Best instances of soi-disant damsels in distress freeing themselves by trickery.

Does Princess Leia strangling Jabba the Hutt with her chains count?

If feel this particular moment from Mulhollands Super Stupor is entirely appropriate. http://www.superstupor.com/sust12272007.shtml

Speaking of Xena, Gabrielle escaping from the cyclops should certainly count.

Nah. It was established in the first movie that Leia was one tough cookie.

I was thinking of Elle when I began the thread. I didn’t list her because she didn’t quite escape; she got out of the building she was being held in, only to be caught again by the thug she’d manipulated. But then the FBI showed up to finish the rescue.

And yes, Elle is made of awesome.

Nope. That wasn’t accomplished through trickery on her part.

Beat ya to it by thirty posts. :smiley:

Grabbing the gun from Han and blasting them an escape route during her botched rescue attempt might count, though.

That’s not exactly guile. That’s the intelligent application of brute force.

Sharon Fields, the female protagonist of Irving Wallace’s “The Fan Club” is definitely a winner for this trope. She’s a beautiful Hollywood movie star who came up rough, through the streets. A group of obsessed male fans of hers, believing PR stories about what a sexual dynamo she is, decide to kidnap her and get themselves some of that sexual dynamism. But she skillfully plays them off against one another and uses trickery to enable the cops to learn where to find her. She and the only member of the ‘fan club’ who didn’t rape her are the only ones who survive.

Interesting bit of trivia: at the time Wallace wrote “The Fan Club” every book he wrote was being made into a movie. But the studios backed off on this one, in part because the real life kidnapping and murder of Dana Plato by an obsessed fan led to fears that a movie based on the book might lead to copycat crimes.

Miller, so you did :smiley: That’ll teach me to check every link.

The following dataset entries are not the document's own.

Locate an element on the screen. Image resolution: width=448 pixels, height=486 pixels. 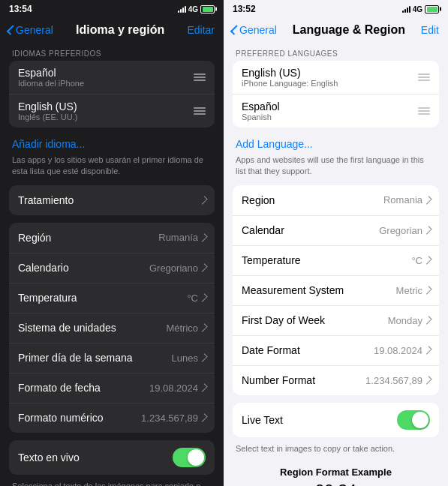
left-row-measurement: Sistema de unidades Métrico is located at coordinates (112, 328).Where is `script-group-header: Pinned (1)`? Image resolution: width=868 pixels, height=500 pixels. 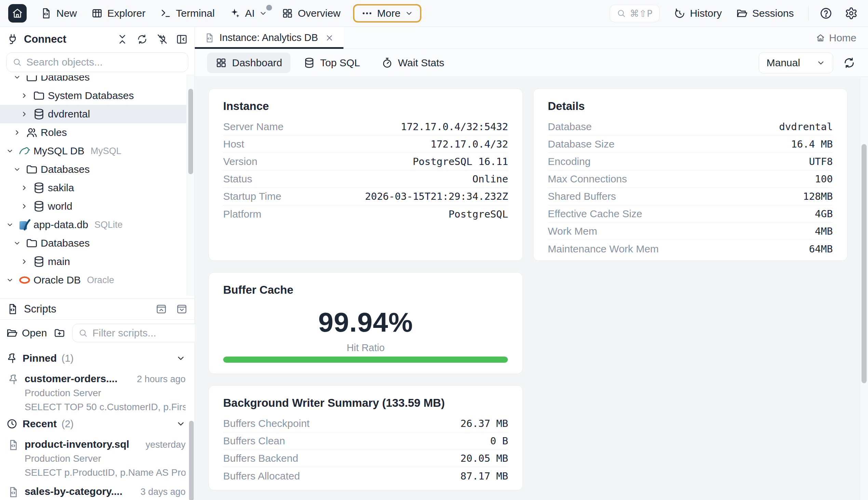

Just thought of another instance of a damsel freeing herself, not so much through trickery as taking advantage of an incompetent villain. Kristin Davis, best known for her work as Amanda in “Sex and the City,” stars as Babette Watson, a psychic waitress abducted by a moronic serial killer in Murder in Mind, which is basically a Lifetime Channel potboiler. The villain kidnaps her, then duct tapes her to a chair and gags her. But he ties her hands in front of her with the duct tape. Babette uses her psychic powers to alert the hero that she’s officially a damsel in distress, and when he comes to rescue her, a struggle ensues, the villain having anticipated his rescue attempt. The hero’s gun is knocked away by the villain and after much fighting, he stabs the hero unconscious. While they’re fighting, Babette frees herself from the chair and crawls over to the gun, and as the villain rises after his victory over the hero, she shoots him dead. She’s very much her own rescuer as her boyfriend totally failed at rescuing her … though if she’d thought to remove her gag (something she could easily have done) and warn the hero that the villain was going to attack, the hero might have been considerably less stabbed.

I will pay you $786,384,291 to never mention this movie, or any other Lifetime network movie, ever again.

Who said you can’t make money by posting (or not posting) on message boards? Done!